It pains me to be waiting for over a week now for a firm step forward towards the aggression of the terrorists in Palestine, because I trust the system, and because I have looked up at the system and the international body since I was young, believing in the salvation and the formation of a body of human rights that protects the weak and vulnerable.
And I am still waiting, because I cannot bear to read the atrocious statements that not only do not condemn the 73 years of terrorism, but also calls for an ‘equal’ ‘cease’ of fire. I refuse to fathom that this is what the international entity chose to do in response to the violent attacks on stone-throwers and penniless youths.
It is a stab in the heart to read a ‘neutral’ statement that calls for peace and civil security, weighing heavily on diplomacy but siding with the aggressors. As if when faced with apartheid, you get to choose to side in between.
Of all the international human rights courses I have taken, they have admitted to many mistakes done by the bureaucratic organization, including Rwanda and Iraq, but never mention Palestine.
As if all resolutions and international laws ‘endorsed’ have been so successful, as if the sieges and the sanctions and the murders have been long stopped by the mythical charter. Even Plato would laugh at the idealism.
As a journalist student, I have idolized, religiously, the men and women of the pen, those who were killed for writing, those who threatened the oppressors so much that the enemy decided to eradicate them, those who killed using words and figures more than bullets ever could.
I stand here remembering Ghassan Kanafani and Naji Al Ali, struggling to keep Handala alive in everything in me, holding my Handala necklace close to my heart and the real cartoon under my pillow; I am fighting for the ten years old boy that has not grown since the exodus, the boy who looks down at the human rights international entities in dismay.
I sit here, 15mins away from where Kanafani and his little niece were murdered, unarmed, in the middle of my city. He never used a gun, never held a rifle, he had his pen and a typewriter and he frightened the nation of thousands armymen.
To dismiss the international laws, charters, and resolutions is a habit we have normalized. If the international entities really think that what is happening in the land of merciless does not violate the human/e laws, let us remember the one law that matters most: resolution 194, the right of return.
Adopted in 1948, not only does resolution 194 stresses the importance of Palestinians returning to their homes-not lands, homes-but that “compensation should be paid for the property of those choosing not to return and for loss of or damage to property which, under principles of international law or equity, should be made good by the Governments or authorities responsible”
73 years of violations, yet the international societies remain perturbed. It is sickening to the bone that not only is resolution 194 thrown to the mud, but settlers now dare to occupy the homes of Palestinians, 73 years later, and we remain unfazed. How cruel the world is to be so good at human rights in writing but never in practice.
I remain hopeful of the system I belong to; I remain hopeful because I believe in the better good. I believe in the salvation of the nations and the eradication of starvation and poverty and injustice. I am ignited by the yearning for a painless world where children are happy, so I need to believe in an earthly system that is also working to achieve this.
To end this, I will forever recommend you read Ghassan Kanafani because he is the only one who does not romanticize the cause; he tells you the story from all sides, the ugly and the right ones.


** ACTIVITY **
Each line holding the string "domain" is to be copied from the data.

** INPUT **
.....

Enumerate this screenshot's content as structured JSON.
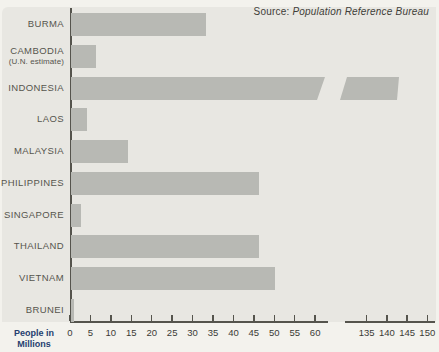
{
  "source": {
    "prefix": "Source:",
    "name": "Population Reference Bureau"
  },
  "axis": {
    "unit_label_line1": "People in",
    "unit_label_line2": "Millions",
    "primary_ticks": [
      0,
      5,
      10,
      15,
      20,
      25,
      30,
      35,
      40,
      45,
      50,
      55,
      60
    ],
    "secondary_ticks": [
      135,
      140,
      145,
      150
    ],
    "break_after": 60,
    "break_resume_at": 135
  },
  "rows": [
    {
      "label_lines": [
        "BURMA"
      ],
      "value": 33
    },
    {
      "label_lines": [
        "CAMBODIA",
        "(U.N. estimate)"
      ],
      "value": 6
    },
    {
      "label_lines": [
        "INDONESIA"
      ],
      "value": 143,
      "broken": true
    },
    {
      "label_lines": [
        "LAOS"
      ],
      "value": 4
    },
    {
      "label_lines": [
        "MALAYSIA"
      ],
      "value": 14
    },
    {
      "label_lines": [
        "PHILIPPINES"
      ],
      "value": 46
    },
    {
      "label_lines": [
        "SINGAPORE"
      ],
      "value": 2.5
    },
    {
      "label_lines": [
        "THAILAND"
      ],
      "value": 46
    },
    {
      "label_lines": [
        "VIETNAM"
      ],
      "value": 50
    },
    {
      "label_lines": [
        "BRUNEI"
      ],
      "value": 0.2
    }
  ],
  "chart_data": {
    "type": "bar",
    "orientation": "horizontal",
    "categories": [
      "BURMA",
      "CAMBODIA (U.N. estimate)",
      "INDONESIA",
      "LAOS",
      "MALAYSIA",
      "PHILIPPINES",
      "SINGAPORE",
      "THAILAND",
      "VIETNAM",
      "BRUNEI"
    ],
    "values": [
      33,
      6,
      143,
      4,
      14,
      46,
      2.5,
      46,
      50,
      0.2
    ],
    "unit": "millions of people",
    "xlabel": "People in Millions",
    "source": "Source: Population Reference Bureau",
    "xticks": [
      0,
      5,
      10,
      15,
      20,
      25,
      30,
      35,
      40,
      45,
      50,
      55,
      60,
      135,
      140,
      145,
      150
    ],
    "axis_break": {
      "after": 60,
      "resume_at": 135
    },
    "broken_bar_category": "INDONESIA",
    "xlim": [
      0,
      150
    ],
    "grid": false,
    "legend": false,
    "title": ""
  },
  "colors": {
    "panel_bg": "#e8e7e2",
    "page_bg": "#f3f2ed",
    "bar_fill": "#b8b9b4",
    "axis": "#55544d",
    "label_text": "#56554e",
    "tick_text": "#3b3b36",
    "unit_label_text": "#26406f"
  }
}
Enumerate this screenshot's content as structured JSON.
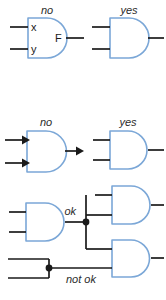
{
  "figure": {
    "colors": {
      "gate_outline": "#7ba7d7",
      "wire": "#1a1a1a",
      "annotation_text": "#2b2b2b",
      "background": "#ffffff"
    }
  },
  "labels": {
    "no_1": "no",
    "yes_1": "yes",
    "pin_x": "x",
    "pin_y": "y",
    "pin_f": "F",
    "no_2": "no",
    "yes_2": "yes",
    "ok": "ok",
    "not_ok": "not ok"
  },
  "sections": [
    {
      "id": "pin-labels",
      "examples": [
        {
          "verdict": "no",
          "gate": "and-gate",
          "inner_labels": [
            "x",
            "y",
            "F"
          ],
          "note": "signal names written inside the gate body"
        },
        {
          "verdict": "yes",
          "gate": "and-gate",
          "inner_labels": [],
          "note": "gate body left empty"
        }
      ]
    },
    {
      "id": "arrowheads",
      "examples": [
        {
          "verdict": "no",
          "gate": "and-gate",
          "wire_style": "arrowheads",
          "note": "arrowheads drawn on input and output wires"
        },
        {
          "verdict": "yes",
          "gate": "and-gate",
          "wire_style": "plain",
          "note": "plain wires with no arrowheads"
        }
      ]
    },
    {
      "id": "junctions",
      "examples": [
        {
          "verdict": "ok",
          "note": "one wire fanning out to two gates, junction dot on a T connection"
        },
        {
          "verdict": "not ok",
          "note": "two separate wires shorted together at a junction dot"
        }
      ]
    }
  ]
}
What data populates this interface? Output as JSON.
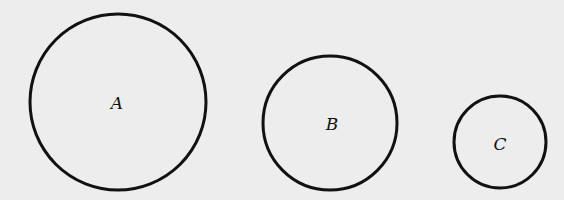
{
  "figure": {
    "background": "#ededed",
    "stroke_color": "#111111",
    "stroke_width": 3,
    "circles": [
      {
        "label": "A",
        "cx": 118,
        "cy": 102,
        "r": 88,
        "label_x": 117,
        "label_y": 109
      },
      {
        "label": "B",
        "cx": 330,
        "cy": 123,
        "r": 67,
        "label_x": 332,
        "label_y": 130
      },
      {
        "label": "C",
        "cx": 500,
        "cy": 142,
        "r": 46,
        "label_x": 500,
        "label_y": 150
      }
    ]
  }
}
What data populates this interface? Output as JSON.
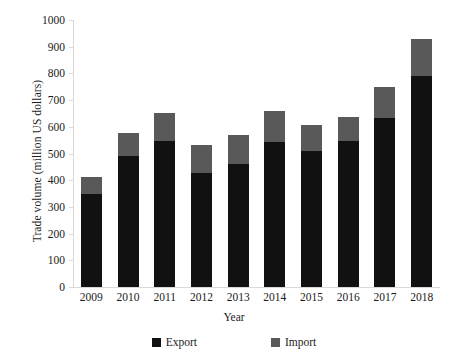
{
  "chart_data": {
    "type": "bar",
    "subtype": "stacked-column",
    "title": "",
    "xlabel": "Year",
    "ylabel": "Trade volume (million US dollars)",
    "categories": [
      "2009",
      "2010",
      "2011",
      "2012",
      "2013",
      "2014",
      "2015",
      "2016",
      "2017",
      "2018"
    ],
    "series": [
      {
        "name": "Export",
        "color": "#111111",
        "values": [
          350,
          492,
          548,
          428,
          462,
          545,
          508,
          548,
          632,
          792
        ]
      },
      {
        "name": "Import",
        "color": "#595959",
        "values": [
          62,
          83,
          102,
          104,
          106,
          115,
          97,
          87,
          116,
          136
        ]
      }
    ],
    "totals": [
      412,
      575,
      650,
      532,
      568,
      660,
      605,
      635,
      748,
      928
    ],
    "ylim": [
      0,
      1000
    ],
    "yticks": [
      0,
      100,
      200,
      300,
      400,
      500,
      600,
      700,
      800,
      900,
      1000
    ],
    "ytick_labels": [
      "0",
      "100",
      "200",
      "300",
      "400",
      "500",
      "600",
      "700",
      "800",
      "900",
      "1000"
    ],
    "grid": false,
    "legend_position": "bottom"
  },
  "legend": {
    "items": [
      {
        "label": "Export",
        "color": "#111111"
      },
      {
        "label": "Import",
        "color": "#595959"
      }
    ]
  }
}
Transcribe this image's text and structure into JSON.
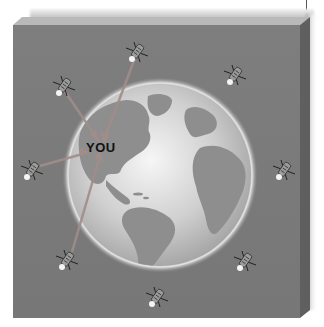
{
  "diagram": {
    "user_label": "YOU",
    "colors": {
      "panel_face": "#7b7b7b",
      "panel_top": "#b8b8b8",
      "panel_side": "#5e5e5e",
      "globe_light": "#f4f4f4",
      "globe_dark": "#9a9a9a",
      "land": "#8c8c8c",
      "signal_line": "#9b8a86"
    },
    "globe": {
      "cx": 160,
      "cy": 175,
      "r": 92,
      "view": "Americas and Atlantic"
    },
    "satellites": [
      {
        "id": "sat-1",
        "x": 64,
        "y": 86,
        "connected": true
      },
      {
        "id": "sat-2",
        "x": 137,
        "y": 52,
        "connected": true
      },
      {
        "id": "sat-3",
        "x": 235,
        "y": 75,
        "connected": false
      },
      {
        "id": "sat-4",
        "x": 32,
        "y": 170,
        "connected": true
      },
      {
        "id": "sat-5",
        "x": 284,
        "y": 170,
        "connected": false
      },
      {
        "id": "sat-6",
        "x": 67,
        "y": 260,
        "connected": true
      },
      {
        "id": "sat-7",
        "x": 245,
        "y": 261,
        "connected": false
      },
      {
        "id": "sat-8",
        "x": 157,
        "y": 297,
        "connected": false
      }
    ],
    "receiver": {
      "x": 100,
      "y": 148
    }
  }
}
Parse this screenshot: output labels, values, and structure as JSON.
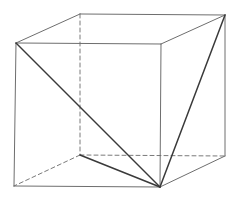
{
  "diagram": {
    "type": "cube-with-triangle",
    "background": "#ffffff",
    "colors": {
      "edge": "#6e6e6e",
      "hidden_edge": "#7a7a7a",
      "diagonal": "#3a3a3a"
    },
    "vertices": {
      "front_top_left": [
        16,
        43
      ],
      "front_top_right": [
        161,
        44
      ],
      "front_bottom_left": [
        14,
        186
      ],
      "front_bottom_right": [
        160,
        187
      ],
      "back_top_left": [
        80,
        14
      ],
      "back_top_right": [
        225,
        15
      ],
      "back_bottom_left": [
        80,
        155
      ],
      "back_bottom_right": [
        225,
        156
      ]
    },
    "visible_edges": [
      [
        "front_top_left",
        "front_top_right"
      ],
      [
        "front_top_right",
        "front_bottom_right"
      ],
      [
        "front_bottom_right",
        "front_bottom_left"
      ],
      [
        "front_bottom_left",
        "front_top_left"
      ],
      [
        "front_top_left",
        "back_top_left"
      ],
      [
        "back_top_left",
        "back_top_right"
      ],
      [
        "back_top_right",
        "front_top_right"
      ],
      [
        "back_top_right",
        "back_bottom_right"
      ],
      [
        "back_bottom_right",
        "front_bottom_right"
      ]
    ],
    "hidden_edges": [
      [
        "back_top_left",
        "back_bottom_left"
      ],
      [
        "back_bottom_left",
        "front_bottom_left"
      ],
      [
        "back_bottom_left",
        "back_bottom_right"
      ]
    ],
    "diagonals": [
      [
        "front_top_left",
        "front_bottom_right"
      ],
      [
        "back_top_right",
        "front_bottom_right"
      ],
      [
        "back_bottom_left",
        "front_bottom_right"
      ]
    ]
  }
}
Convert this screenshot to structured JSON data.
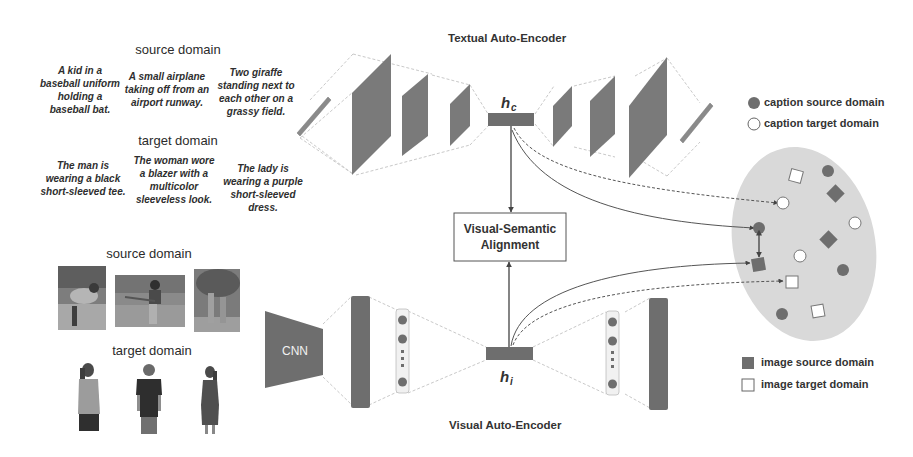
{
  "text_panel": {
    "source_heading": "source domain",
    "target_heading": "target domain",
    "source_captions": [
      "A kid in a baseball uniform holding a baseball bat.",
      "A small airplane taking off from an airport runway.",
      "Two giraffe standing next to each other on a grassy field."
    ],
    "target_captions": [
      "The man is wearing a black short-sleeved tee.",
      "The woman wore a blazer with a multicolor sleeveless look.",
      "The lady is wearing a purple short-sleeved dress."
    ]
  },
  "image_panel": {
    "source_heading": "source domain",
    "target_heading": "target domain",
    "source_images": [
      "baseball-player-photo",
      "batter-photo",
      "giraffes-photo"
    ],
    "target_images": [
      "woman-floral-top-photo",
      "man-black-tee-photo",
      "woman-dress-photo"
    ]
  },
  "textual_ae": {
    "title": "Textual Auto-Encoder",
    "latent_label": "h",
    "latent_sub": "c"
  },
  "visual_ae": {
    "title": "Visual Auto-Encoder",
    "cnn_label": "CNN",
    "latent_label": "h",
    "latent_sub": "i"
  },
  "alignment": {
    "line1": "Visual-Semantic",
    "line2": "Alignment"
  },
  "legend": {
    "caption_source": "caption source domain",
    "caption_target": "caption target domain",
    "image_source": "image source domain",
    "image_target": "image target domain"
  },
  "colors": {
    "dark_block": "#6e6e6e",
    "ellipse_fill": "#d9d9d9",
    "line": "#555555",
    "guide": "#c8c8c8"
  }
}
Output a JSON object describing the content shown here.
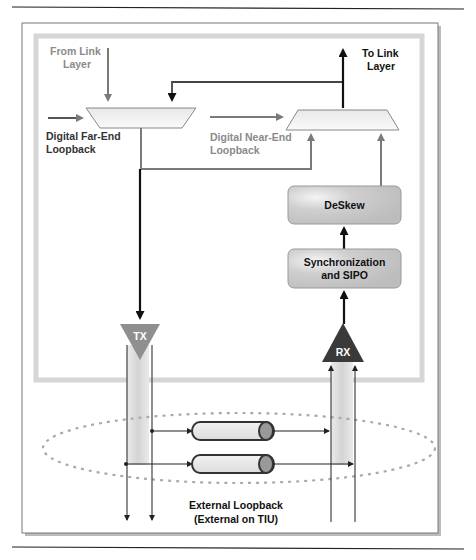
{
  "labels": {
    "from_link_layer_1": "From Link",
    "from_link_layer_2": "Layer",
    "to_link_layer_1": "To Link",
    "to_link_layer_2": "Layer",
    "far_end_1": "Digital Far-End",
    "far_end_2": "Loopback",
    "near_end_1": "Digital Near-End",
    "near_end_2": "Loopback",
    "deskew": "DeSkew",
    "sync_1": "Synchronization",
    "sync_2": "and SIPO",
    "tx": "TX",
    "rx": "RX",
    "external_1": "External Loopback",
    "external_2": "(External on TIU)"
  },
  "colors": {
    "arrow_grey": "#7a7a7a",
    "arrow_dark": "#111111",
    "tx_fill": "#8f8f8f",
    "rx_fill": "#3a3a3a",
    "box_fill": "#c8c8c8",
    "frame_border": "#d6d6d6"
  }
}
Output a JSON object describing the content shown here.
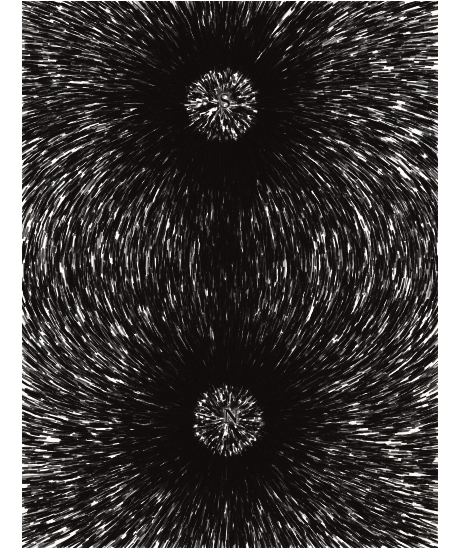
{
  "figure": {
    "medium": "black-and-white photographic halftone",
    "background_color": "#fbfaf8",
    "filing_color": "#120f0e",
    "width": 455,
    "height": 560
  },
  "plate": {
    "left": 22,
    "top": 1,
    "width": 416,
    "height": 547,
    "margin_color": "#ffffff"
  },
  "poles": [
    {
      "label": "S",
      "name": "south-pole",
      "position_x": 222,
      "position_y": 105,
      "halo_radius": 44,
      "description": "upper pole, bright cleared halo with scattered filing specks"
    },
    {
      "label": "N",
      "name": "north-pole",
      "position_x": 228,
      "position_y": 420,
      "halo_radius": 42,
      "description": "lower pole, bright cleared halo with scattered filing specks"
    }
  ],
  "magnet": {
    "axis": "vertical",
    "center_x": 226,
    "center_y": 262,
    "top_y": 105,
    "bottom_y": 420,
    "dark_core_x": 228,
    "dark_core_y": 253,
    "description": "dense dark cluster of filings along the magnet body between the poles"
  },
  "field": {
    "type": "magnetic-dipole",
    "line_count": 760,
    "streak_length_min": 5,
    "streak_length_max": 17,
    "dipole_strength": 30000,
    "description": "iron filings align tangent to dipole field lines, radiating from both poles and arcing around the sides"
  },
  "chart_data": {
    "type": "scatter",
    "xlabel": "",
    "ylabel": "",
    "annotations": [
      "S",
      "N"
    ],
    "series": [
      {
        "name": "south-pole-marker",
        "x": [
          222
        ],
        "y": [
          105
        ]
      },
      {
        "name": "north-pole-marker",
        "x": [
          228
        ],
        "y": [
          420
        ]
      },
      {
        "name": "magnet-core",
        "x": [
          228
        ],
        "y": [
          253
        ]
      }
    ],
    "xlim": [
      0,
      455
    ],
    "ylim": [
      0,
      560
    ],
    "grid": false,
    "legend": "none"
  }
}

.....

** EXERCISE SOLUTION **
    "source_heading": "source domain",
    "target_heading": "target domain",
    "source_heading": "source domain",
    "target_heading": "target domain",
    "caption_source": "caption source domain",
    "caption_target": "caption target domain",
    "image_source": "image source domain",
    "image_target": "image target domain"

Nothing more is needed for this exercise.